Eliza was born in Fredericksburg in 1786 and spent much of her childhood in France, where Monroe was stationed as the American minister. She was fluent in French when she returned to the U.S. in 1803 with her family. She married an attorney, George Hay, and had a daughter, Hortensia, as well as three granddaughters.
When Monroe was elected president in 1817, Eliza acted as First Lady, since her mother was ill.
Eliza’s husband and her mother died in 1830 and her father in 1831. She moved back to Paris in the late 1830s, died there in 1840, and was buried in Pere Lachaise Cemetery.
The picture of Eliza that has come down through the years is that Washington society considered her to be a snob and that she was a Francophile who left her country behind to spend her last years in Paris.


But for VornDick, this accepted narrative just didn’t make sense, and she was inspired to find out more.
“I’m a grandmother, and you couldn’t pay me enough to go away and leave my family, especially my grandchildren,” she told the Advance in January.
VornDick went to primary sources to build a more complete picture of Eliza. She learned that Eliza never received her share of the inheritance that her father willed to her and that she had no possessions to her name at the time of her death.
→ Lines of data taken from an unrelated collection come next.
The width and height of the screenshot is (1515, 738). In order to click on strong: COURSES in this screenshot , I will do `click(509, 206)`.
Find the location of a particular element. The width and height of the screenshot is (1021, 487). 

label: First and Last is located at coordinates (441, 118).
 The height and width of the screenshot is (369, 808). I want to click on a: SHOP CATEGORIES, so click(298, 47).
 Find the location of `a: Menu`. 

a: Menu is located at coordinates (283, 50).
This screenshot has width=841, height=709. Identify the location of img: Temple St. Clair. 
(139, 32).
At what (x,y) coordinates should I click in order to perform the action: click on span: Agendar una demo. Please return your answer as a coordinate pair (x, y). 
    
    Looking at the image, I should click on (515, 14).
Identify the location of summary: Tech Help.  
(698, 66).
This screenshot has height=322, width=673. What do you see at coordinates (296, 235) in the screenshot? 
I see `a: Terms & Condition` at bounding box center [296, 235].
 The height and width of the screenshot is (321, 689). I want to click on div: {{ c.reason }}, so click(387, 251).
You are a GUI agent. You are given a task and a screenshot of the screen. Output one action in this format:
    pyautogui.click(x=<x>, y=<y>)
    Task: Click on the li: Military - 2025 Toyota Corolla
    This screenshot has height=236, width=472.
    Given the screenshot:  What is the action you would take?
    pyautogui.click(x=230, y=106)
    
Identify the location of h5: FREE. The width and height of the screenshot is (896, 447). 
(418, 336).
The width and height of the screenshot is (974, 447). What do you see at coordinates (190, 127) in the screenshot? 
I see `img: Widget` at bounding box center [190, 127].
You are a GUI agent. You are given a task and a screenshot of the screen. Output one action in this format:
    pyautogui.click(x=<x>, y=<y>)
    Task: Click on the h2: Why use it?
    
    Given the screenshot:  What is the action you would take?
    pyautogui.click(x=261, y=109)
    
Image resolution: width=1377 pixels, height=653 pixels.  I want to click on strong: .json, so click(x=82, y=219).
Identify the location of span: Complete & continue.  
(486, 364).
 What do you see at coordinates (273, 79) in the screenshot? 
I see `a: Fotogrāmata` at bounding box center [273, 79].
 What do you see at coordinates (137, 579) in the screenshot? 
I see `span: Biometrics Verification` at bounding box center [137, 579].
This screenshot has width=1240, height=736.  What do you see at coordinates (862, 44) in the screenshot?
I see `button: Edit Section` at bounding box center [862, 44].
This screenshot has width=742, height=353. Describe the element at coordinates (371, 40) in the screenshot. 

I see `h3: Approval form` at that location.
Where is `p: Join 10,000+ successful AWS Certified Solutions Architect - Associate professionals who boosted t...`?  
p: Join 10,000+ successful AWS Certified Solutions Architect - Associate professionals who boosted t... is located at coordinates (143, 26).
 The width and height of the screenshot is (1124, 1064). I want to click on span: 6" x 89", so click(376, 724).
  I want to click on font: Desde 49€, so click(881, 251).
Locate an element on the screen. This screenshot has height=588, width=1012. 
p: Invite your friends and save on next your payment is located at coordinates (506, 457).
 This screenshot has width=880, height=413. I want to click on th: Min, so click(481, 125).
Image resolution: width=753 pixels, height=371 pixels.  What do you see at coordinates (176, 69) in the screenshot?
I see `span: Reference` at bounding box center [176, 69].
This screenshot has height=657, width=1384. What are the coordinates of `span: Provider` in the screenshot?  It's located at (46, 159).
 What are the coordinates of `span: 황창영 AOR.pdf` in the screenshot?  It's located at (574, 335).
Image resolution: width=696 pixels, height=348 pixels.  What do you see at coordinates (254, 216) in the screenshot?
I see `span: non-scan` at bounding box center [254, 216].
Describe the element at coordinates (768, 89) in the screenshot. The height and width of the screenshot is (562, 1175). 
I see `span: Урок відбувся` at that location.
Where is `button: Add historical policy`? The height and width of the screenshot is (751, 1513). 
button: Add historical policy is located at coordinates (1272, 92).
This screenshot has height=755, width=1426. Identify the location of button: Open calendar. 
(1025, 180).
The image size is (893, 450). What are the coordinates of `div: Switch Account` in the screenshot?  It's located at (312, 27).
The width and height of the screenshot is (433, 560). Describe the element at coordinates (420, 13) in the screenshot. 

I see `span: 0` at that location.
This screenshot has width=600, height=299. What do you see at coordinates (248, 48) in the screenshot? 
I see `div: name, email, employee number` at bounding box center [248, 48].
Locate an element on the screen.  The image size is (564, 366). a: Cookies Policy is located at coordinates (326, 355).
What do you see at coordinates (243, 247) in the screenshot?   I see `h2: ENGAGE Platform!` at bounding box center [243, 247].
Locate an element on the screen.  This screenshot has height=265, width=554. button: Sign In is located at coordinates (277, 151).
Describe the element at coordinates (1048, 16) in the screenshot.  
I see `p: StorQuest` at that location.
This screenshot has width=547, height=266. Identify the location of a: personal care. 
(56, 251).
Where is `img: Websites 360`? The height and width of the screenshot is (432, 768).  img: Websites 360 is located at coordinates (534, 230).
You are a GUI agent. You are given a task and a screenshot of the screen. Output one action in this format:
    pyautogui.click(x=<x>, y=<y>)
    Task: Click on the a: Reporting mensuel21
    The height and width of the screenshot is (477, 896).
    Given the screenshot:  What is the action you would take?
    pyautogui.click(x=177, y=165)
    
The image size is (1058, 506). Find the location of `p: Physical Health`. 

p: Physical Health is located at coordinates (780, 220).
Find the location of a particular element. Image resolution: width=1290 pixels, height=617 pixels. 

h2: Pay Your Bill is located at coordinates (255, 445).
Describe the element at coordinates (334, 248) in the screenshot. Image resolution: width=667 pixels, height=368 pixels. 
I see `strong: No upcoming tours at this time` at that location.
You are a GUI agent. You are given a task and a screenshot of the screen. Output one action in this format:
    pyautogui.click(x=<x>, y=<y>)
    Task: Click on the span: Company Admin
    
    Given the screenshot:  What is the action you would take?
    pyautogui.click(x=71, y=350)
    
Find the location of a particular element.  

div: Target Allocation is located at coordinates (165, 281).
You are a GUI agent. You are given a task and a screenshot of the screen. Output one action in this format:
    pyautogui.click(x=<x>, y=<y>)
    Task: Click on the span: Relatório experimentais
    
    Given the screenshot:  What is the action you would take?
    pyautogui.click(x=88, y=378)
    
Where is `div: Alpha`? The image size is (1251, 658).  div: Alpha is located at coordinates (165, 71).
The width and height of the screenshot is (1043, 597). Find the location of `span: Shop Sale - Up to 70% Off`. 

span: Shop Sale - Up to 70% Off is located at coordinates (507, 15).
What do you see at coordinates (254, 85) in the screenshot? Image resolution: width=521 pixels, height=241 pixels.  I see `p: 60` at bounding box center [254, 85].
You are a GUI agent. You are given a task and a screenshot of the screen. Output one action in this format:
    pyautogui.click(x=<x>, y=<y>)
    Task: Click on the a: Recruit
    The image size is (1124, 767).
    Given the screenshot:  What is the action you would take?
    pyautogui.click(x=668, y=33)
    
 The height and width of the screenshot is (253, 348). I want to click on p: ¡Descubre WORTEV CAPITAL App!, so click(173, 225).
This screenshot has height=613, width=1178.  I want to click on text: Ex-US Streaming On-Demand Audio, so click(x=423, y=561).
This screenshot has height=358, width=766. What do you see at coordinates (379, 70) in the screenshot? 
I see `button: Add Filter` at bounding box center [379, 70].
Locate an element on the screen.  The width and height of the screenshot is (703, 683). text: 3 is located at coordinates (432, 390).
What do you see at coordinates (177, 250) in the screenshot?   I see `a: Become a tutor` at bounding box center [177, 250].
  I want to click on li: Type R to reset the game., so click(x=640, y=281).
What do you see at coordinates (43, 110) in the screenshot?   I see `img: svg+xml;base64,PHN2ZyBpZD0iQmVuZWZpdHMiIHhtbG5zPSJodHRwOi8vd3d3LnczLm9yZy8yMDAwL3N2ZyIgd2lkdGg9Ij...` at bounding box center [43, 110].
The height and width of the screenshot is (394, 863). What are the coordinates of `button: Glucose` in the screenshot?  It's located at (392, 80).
VornDick also uncovered numerous examples of Eliza’s kindness and sense of duty. Notably, Eliza was the one to fulfill one of her father’s dying wishes—manumission of his enslaved manservant, Peter Marks.
“I have come to the conclusion that Eliza was an intelligent, caring woman, who had ideas and spoke them, and who rose to the occasion and got things done. Those are qualities we would admire in a woman today, but in the 1800s, when women were supposed to be demure, she was branded as obstinate,” she said.
VornDick wrote a book about what she learned—Eliza’s True Story: The First Biography of President’s Monroe’s Eldest Daughter—which was published last year. She also connected with Willis and together the two women worked to have Eliza repatriated, an effort that came to fruition last week.
During Friday’s ceremony, pallbearers—including one of Eliza’s direct descendants, Michael Kamtman—presented her coffin, accompanied by a Sons of the American Revolution Color Guard.
Kamtman, who is assistant professor of theater and dance at Wake Forest University in Winston-Salem, called the moment “beautiful and powerful” and credited VornDick for initiating the research that led to the repatriation.
“This … is possible because of someone who up until two years ago was a complete stranger. I’m referring, of course, to Barbara VornDick … Thank you, Barbara,” Kamtman said, according to a press release about last week’s event. “At this moment, I am filled with gratitude to say again, ‘Welcome home, Grandmother Eliza.’”
Also at the ceremony, Jay Harrison III, who interprets Monroe at the James Monroe Museum here in Fredericksburg, read excerpts of a letter from the president to his daughter, in which he expressed his love and admiration for her.
State Senator Bryce Reeves, a supporter of the repatriation effort, also spoke at the event and praised VornDick for her research, stating that Eliza’s repatriation is “the most important event for women’s history in the Commonwealth since the unveiling of the Virginia Women’s Monument in Richmond.”
The effort was supported through the pro bono services of Anubis International Assistance, which exhumed and transported Eliza’s remains from Paris to Dulles airport; Historic Fredericksburg Foundation, Inc., which receives donations to the Eliza project under its non-profit status; and Found & Sons Funeral Chapels and Cremation Service, which received the coffin and transported and stored Eliza’s remains.
Members of the Bringing Eliza Home Project include VornDick, chair; Maureen Goonan, financial manager; Sue Henderson, Community and Public Relations; and Kathryn Willis, Communications and Fundraising.
More information may be found at hffi.org/bringing-eliza-home.